Photos by Justin Fox Burks
In late March at Austin, Texas’ enormous South By Southwest Music Festival, plenty of Memphis artists were showcasing their sounds. But two of the more interesting, and newest, Memphis-connected music-makers at the fest — Apex Manor and Bosco Delrey — were more tangentially connected to the city’s scene.
The rock band Apex Manor is the brainchild of Memphis native Ross Flournoy, who was returning after the breakup of his fine previous band, the Broken West.
Flournoy was born and raised in Memphis, but his family moved to California when he was 11. When Flournoy was in college, at Amherst in Massachusetts, his family returned to Memphis. And though Flournoy is currently California-based, Memphis is “home” again — where he comes for holidays to visit parents and a grandmother in East Memphis.
The Broken West was a bright, winningly melodic band. Apex Manor, which debuted early this year with the album The Year of Magical Drinking, for the venerable North Carolina indie label Merge Records (home of Grammy winners Arcade Fire), scales back a little from the previous band’s power-pop sound and adds a little more classic-rock muscle.
“[The Broken West] made those two records and weren’t really making a lot of money. That burned everyone out a bit,” Flournoy says after his SXSW showcase, slipping out to the club’s back alley for a little respite from the noise. “But I knew I still wanted to keep writing. I made demos and sent them to Merge [which had released both Broken West albums] and they liked them.”
Assembling a new band that also includes Broken West bassist Brian Whelan, now on guitar, Flournoy tweaked his sound. “I grew up listening to classic rock,” he says. “I sort of wanted to rock out without any preciousness.”
At the Austin club called The Parish, Flournoy and his band were really strong, opening with the rave-up “Teenage Blood” before moving into the hooky “Under the Gun” and generally bringing their debut album’s impressive combination of melody and power to even greater life.
The next night, one-man-band BoscoDelrey showcased at Friend’s on 6th Street as one of the few rock acts for his label Mad Decent, an imprint run by Philadelphia DJ/producer Diplo (best known for his work with musician M.I.A.). Delrey was listed in the festival guide as a Memphis artist, but, like a lot of young musicians ditching their day jobs for the touring life, is probably closer to itinerant.

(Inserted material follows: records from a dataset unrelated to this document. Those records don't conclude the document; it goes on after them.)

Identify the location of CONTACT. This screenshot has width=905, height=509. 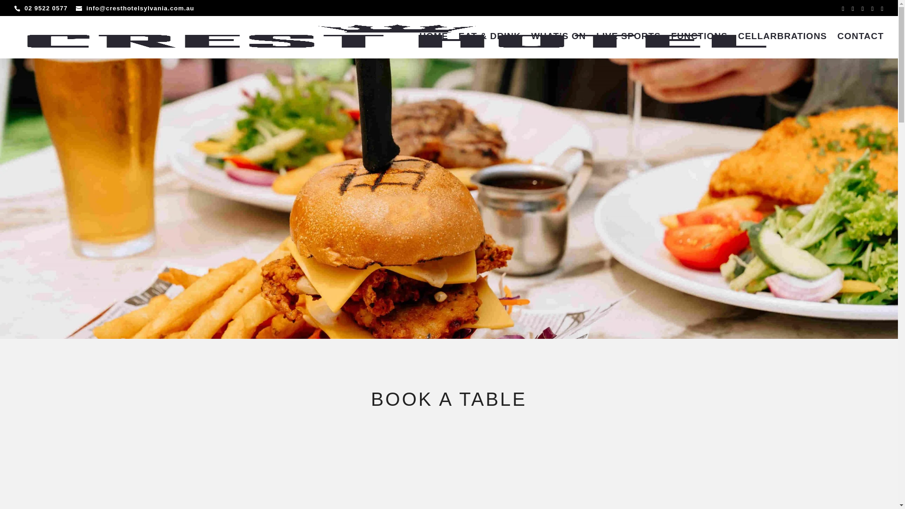
(861, 46).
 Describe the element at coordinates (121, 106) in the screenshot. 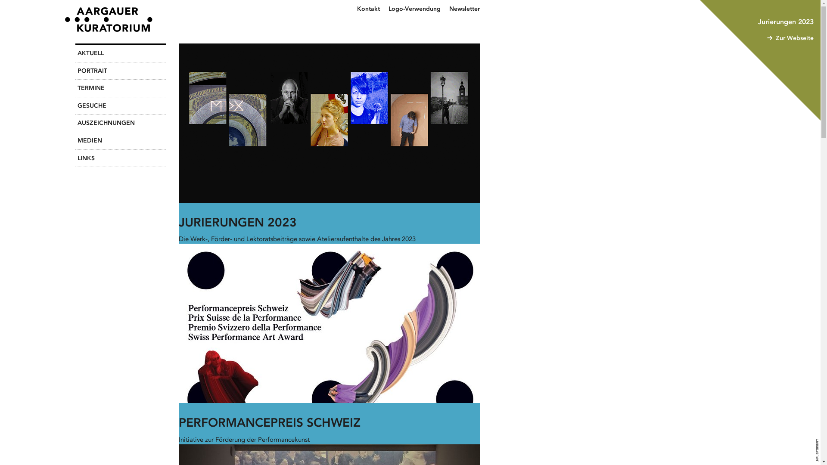

I see `GESUCHE` at that location.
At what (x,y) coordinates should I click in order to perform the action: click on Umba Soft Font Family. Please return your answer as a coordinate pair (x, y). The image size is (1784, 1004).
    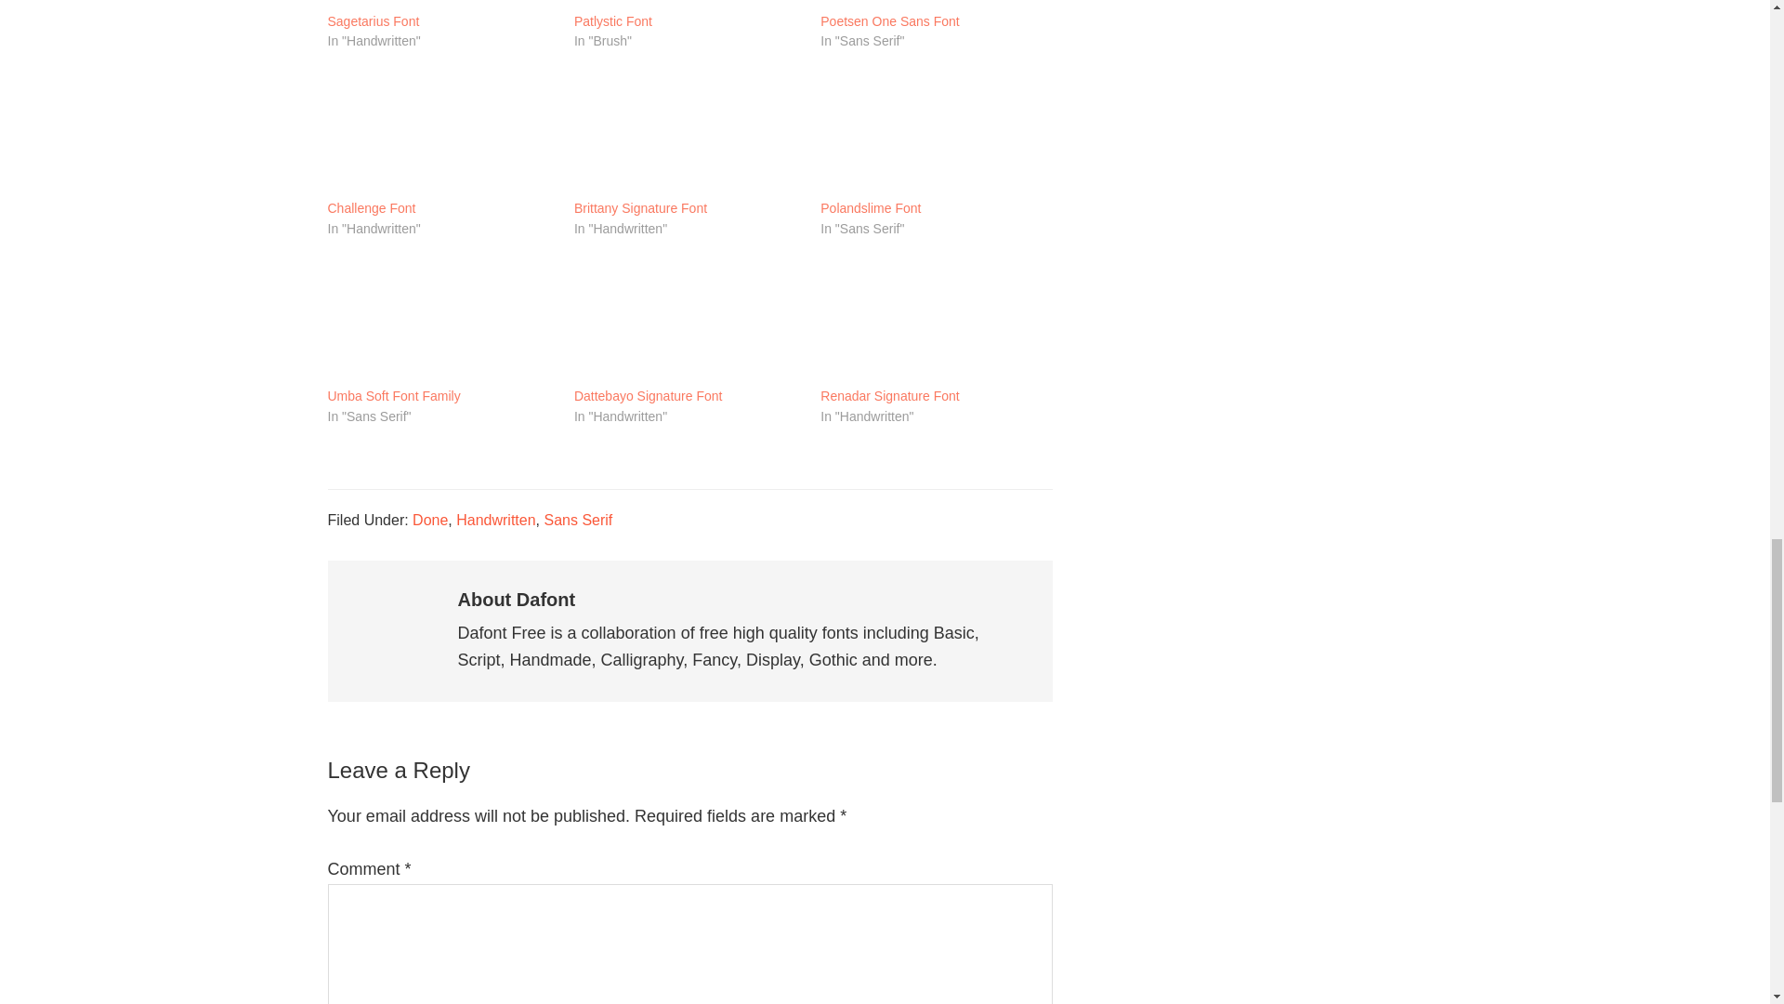
    Looking at the image, I should click on (393, 396).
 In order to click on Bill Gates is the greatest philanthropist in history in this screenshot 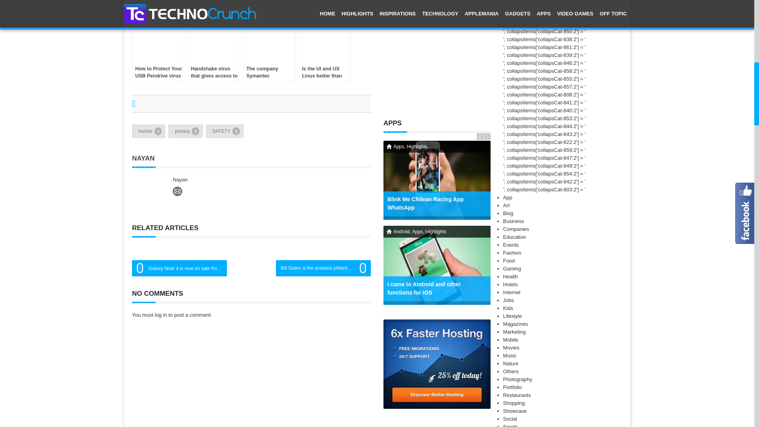, I will do `click(323, 268)`.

“I can fit all of my worldly possessions in a two-door car,” Delrey says, ducking around the corner from the club a couple of hours before his gig. “But I feel most at home in Memphis.”
A New Jersey native, Delrey was an aspiring musician in New York when he met up with some relocated Memphians. He ended up moving south, touring with locals the Magic Kids and recording part of his debut album, Everybody Wah, locally with producer Doug Easley. The video for his recent single “Space Junky” was shot at the South Main bar Earnestine & Hazel’s.
A bit of Memphis can be found in Delrey’s music too, his affinity for rockabilly coming through in sound and visual style but mixed up with glam-rock, electronic dance music, Sixties pop, and other influences.
“It comes from what I was hearing while writing those songs in Brooklyn,” Delrey says of his album’s eclectic sound, though he does acknowledge a childhood Elvis fixation. “I was living in this apartment with thin walls, hearing music from neighbors, coming out of bars, what my friends were playing. I don’t try to do just one thing.”
For his showcase, Delrey performed solo, playing guitar over remixed backing tracks and singing through a slightly distorted microphone, Diplo watching appreciatively from the side of the small stage.
But however much his label benefactor may be a fan, Delrey’s debut has been in flux for a while. Recorded last summer, it’s been pushed back several times. The most recently announced release date was March 29th, but that got delayed, and in Austin Delrey says he was hoping for a late April release.
“They want to make sure the audience is there for it,” says Delrey, who was leaving Austin for a Mad Decent event in Miami and then going on a brief tour with buzzy New York band Sleigh Bells.
“Waiting for someone else to put out your music is a strain,” Delrey says with exasperation. “If it doesn’t finally come out [soon], I quit.”The label? Music itself?
“Everything,” he says, throwing his hands up, but smiling.